After years of using Final Cut I switched year ago to DaVinci for whole post production process of 3-episodes series Underwater Planet 4K HDR. Few weeks of adjusting to new tool and new technology from Red - IPP2 allowed me to plan HDR/SDR workflows. I hope the results will be broadcasted or streamed soon. For now I can share the series trailer.
HDR version:
SDR version:
Workflow... if you're interested
1. All underwater footage (c 100 GB daily) were copied to two separate drives for security. Usually at the evening there was always time to group clips, apply keywords, remove unwanted clips. I tried to keep only usable and if two looked similar I kept only one. Easier decisions during cutting.
2. Footage was imported to DaVinci Resolve and immediately I tried to group and cut clips into stories.
3. 99% of the footage came from Red Dragon camera. Raw setting in DR pref to have IPP2 Log3G10 and REDWideGammut as a starting point.
4. There was editor who did the cutting so I was back to DaVinci for HDR grading.
5. Color setup set to:
6. In Color Panle enable HDR Scopes for ST.2048
7. Get SDR and HDR Luts from REd.com and you'r ready to go.
Remembering about MaxFall (very rare problem) and general idea not to brighten whole scenes rather keeping them in midtone range and just letting small parts to shine made me feel like HDR grading wasnt a big deal. I used at start Sony BVM-X300 to set benchmarks but later Panasonic DX900 and Flanders DM170 set in HDR mode did their job very well and once we get Sony for final touch there was nothing to correct.
We did three 45-minutes episodes spending 2 months just on color grading. But that was great fun to work that way so probably one month would be OK.
We started with HDR version and just finding right LUT from Red for Rec.709 we've got in few minutes SDR version ready.
HDR version:
SDR version:
Workflow... if you're interested
1. All underwater footage (c 100 GB daily) were copied to two separate drives for security. Usually at the evening there was always time to group clips, apply keywords, remove unwanted clips. I tried to keep only usable and if two looked similar I kept only one. Easier decisions during cutting.
2. Footage was imported to DaVinci Resolve and immediately I tried to group and cut clips into stories.
3. 99% of the footage came from Red Dragon camera. Raw setting in DR pref to have IPP2 Log3G10 and REDWideGammut as a starting point.
4. There was editor who did the cutting so I was back to DaVinci for HDR grading.
5. Color setup set to:
6. In Color Panle enable HDR Scopes for ST.2048
7. Get SDR and HDR Luts from REd.com and you'r ready to go.
Remembering about MaxFall (very rare problem) and general idea not to brighten whole scenes rather keeping them in midtone range and just letting small parts to shine made me feel like HDR grading wasnt a big deal. I used at start Sony BVM-X300 to set benchmarks but later Panasonic DX900 and Flanders DM170 set in HDR mode did their job very well and once we get Sony for final touch there was nothing to correct.
We did three 45-minutes episodes spending 2 months just on color grading. But that was great fun to work that way so probably one month would be OK.
We started with HDR version and just finding right LUT from Red for Rec.709 we've got in few minutes SDR version ready.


*Task description:* Output the full listing exactly as written, with no pictures in it.

** Opening Exercise data block **

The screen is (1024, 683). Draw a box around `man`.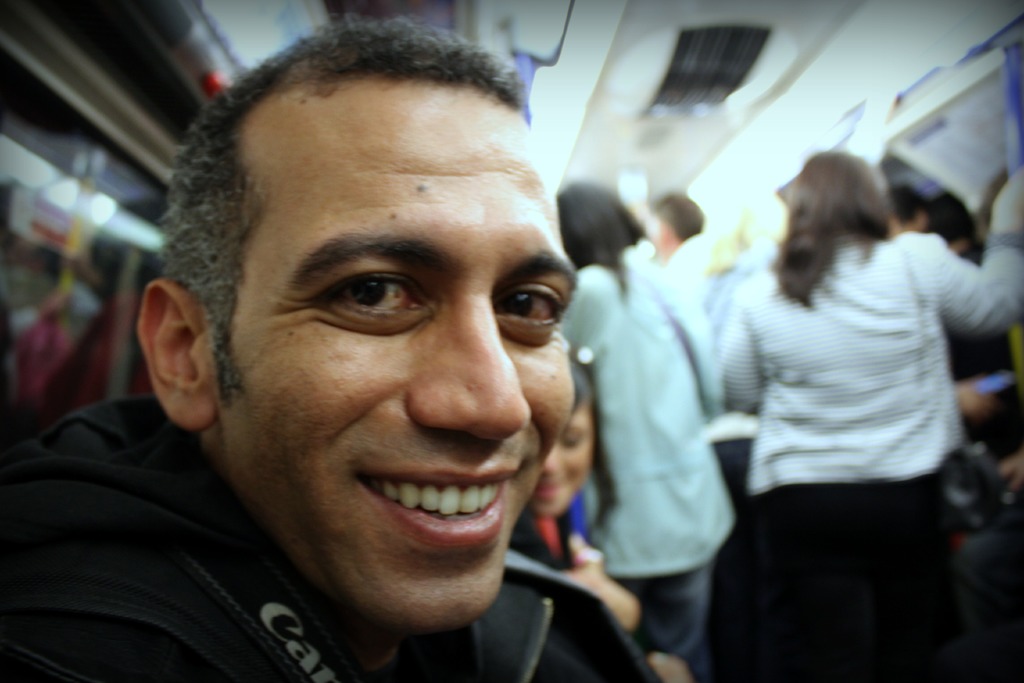
box(40, 40, 692, 682).
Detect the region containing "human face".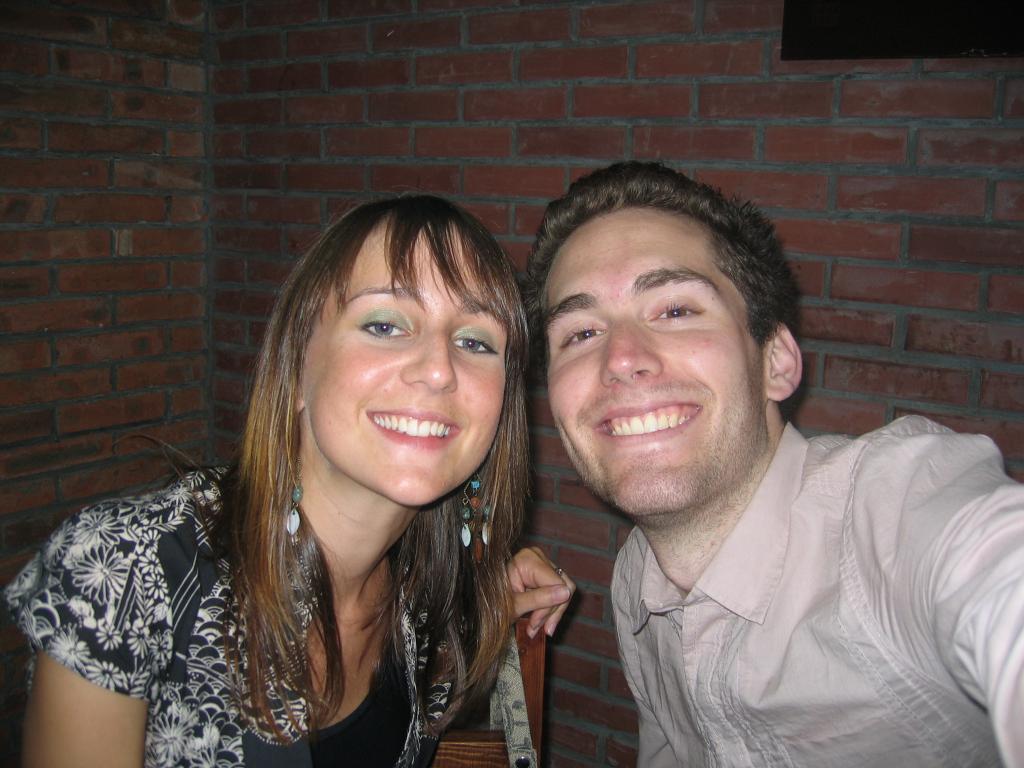
detection(545, 209, 768, 520).
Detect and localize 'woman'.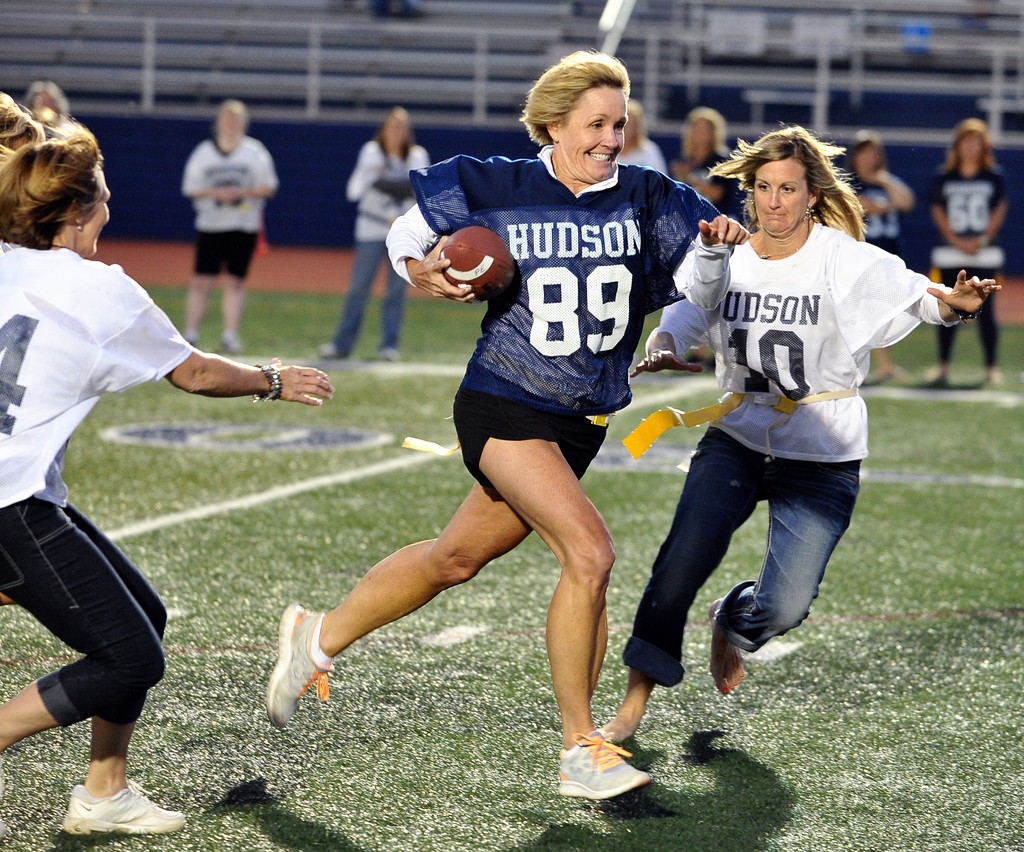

** Closing Exercise data block **

*Finished exercise:*
The screen is (1024, 683). Draw a box around `man`.
box(40, 40, 692, 682).
Detect the region containing "human face".
detection(545, 209, 768, 520).
Detect and localize 'woman'.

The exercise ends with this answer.